Hark the Herald Angel Tree
Project encourages staff, student organizations to present gifts to those in need
The newest addition to the Main Office is more than just idle decoration.
Pinned to its walls are rows of green angel cutouts, each with a child’s holiday wish written on it, waiting to be picked up. Just outside the doors, a fully decorated Christmas tree – aptly named the “Angel Tree” – stands at attention. This year, instead of the “PLANTing the Seeds” project, clubs have been given the opportunity to choose from and provide the items on these slips as part of a seasonal charity.
“It’s very important to me that NEHS be involved in service events that will benefit the community at large,” senior Mia Collado said. “The Angel Tree project will allow over 30 middle and elementary schoolers to have a special and fulfilled holiday, and I’m excited that NEHS will be able to help make that happen.”

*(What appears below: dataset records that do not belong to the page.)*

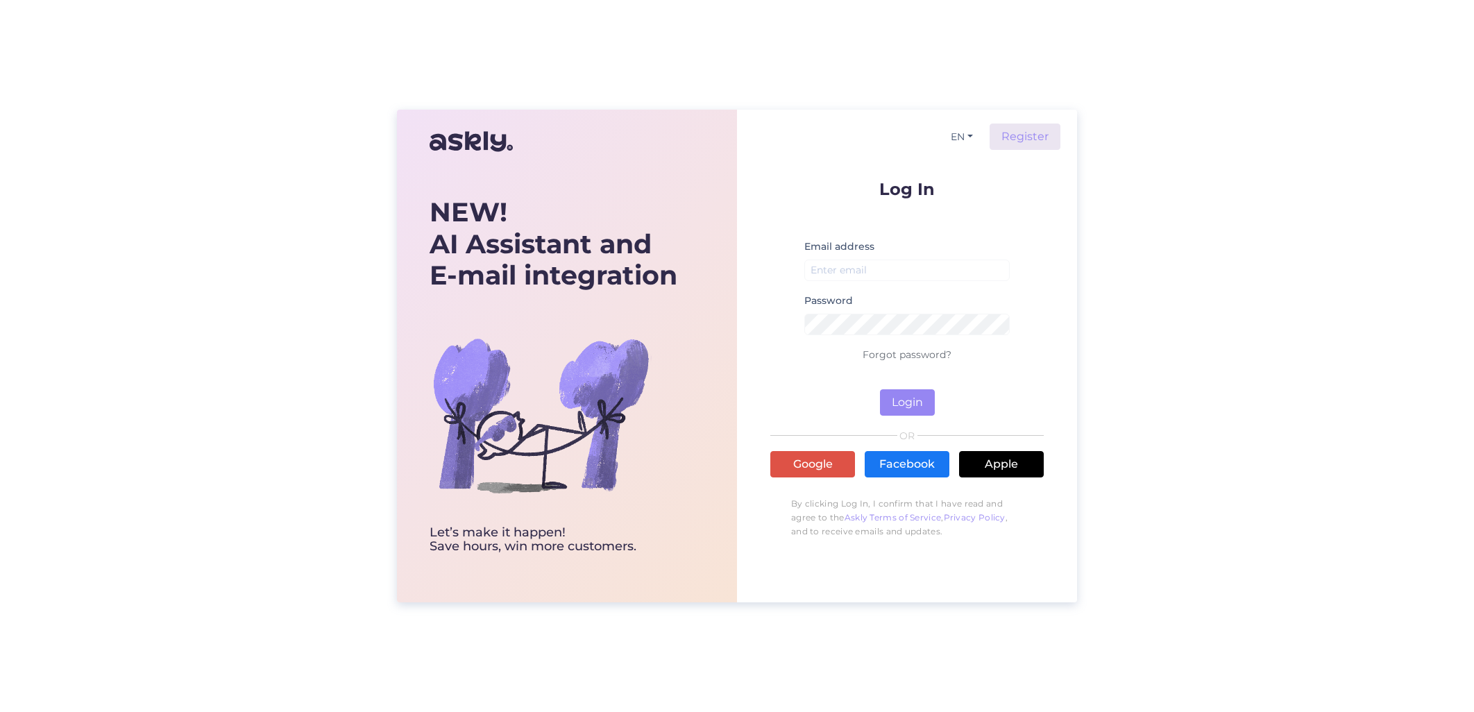 The width and height of the screenshot is (1474, 712). Describe the element at coordinates (1001, 464) in the screenshot. I see `a: Apple` at that location.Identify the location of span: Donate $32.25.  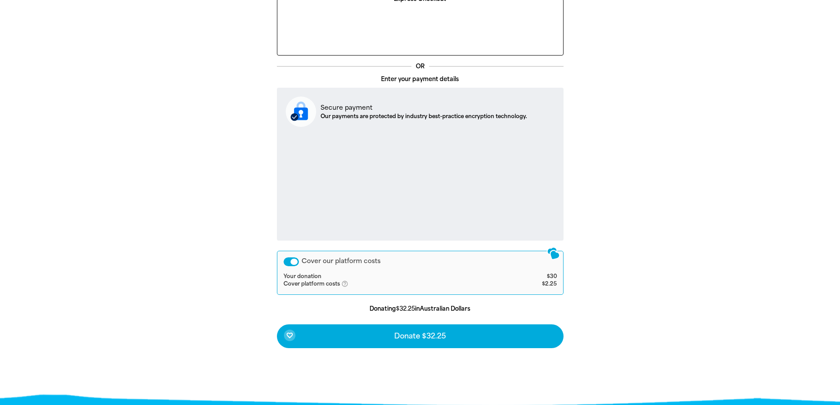
(420, 337).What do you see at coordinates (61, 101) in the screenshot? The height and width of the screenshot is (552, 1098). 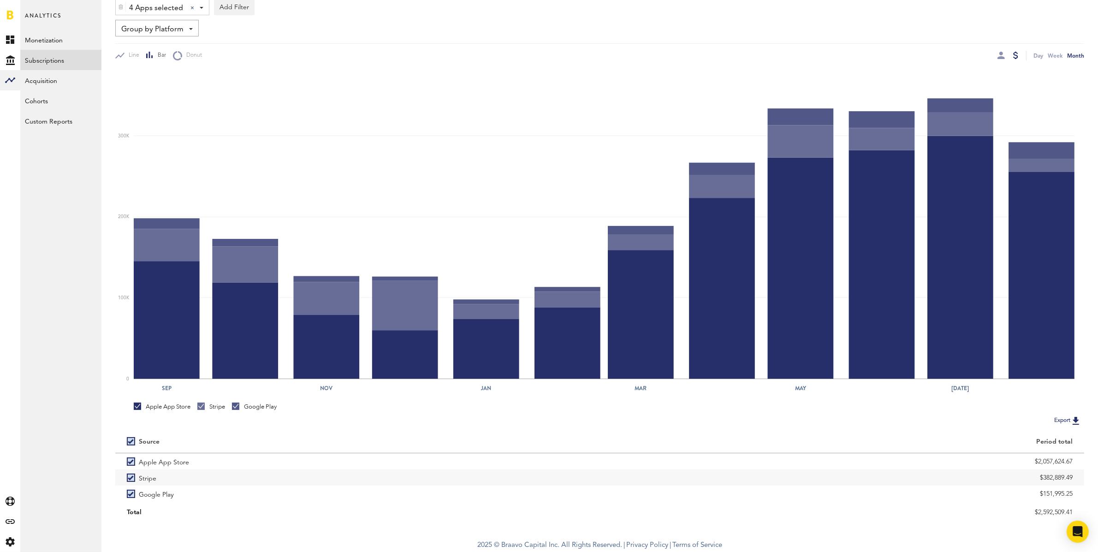 I see `a: Cohorts` at bounding box center [61, 101].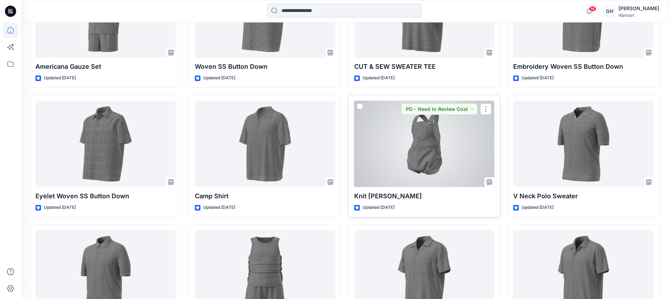  Describe the element at coordinates (593, 9) in the screenshot. I see `span: 14` at that location.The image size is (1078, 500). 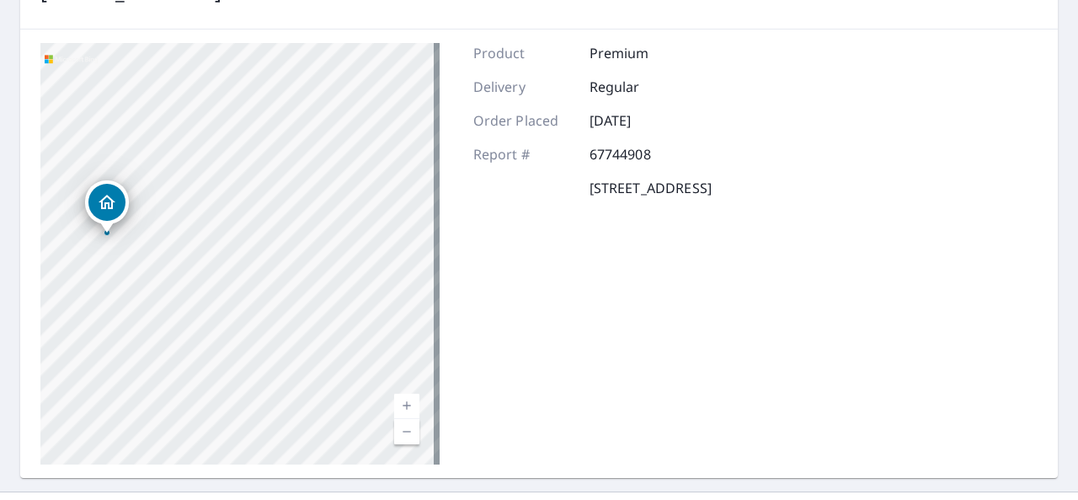 What do you see at coordinates (107, 206) in the screenshot?
I see `div: Dropped pin, building 1, Residential property, 49 Gooseneck Point Rd Oceanport, NJ 07757` at bounding box center [107, 206].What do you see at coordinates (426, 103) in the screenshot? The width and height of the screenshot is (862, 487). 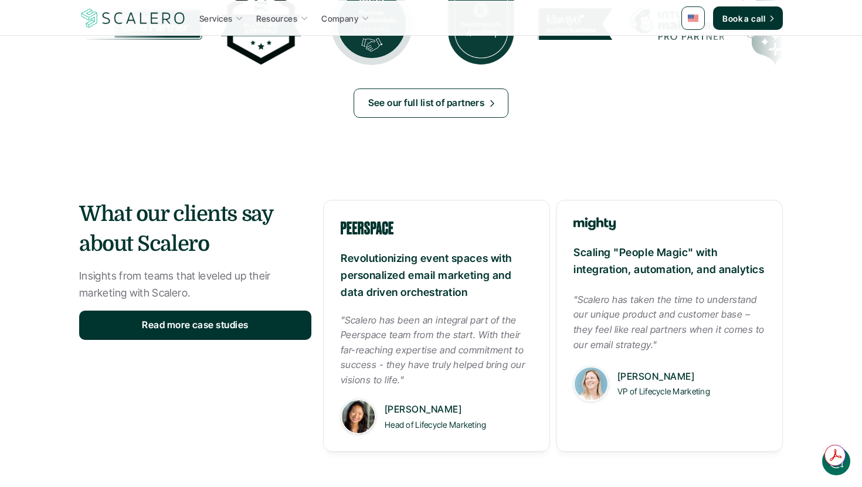 I see `p: See our full list of partners` at bounding box center [426, 103].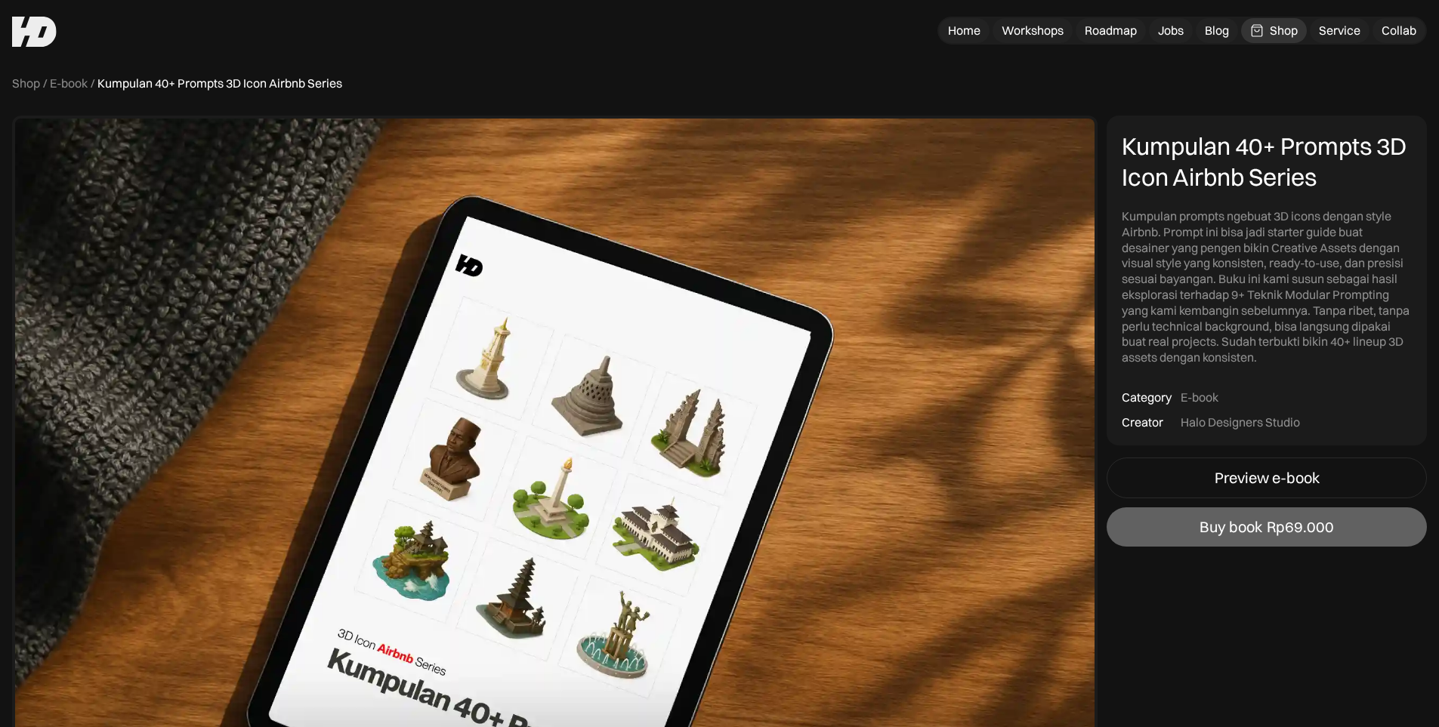  I want to click on div: Jobs, so click(1171, 30).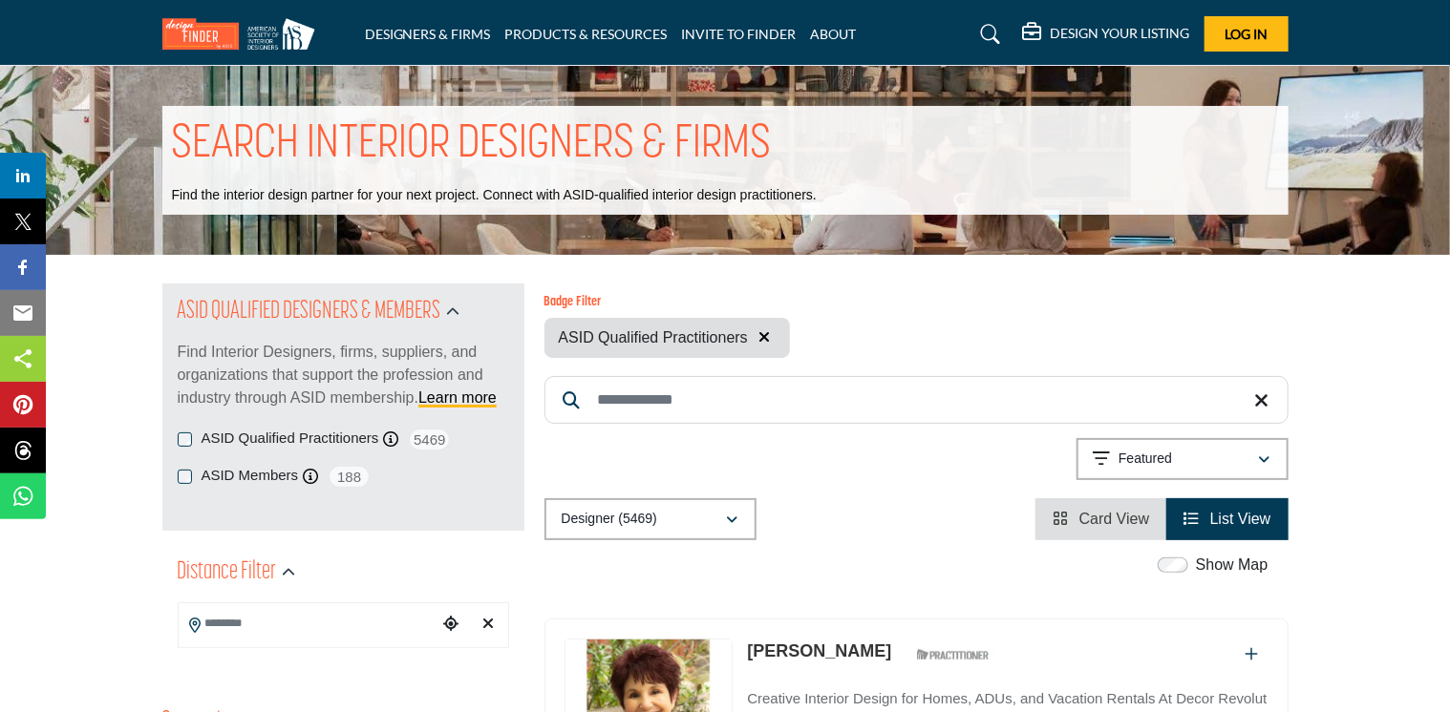  What do you see at coordinates (1245, 33) in the screenshot?
I see `span: Log In` at bounding box center [1245, 33].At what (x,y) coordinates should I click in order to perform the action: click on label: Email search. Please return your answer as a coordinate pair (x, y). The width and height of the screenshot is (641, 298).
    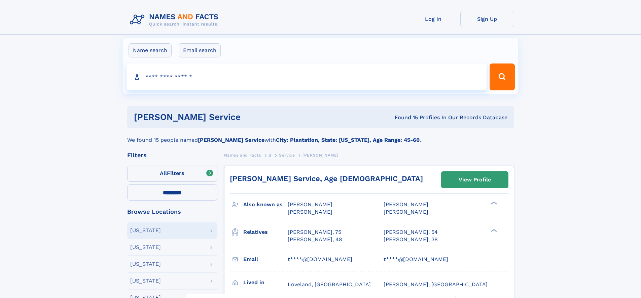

Collado is the Senior President of NEHS and will be helping take care of eight of the angels, each one coming from a student attending Madison Middle School or Tampa Bay Elementary. Children involved in this program were selected on an individual basis and identified to be someone with the greatest potential to benefit from participating in an opportunity like this.
“Everyone should get something on Christmas,” senior and President of E-Board Hunter Owens said. “I think it’s great that – kind of why I like doing it – is that feeling you get from making other people happy. Hopefully, that appeals to people and encourages them to do it.
The project itself is a result of the collaboration between Bookkeeper Eileen Pelaez and social worker Leland Schardt, who proposed this project to the principal to alternate it with the “PLANTing the Seeds” event in the future.
“I want our students to be aware of what’s out in the community,” Pelaez said. “It brings tears to my eyes when I see our kids looking at these angels and really picking the gifts that they want to give.”
Each child benefitting from the project was allowed to write down four wishes, amounting to about 140-150 angel cutouts in total.
“Some kids wanted things as simple as a teddy bear, or chocolate – or slippers,” Schardt said. “Those are the things that really touch you to see, that these kids just want basic things that we all take for granted.”
Clubs who have adopted angels are to deliver their presents to the office no later than the morning of Dec. 18, and gifts will be delivered to their recipients throughout that week.
“I think we’re instilling in them at this age, as they go through life, to give – and it’s going to follow them through the rest of their lives,” Pelaez said.
With winter break just around the corner, projects like these continue to not only foster compassion and generosity in today’s youth but also strive to ensure that that the holiday season is just a little bit brighter for everyone involved.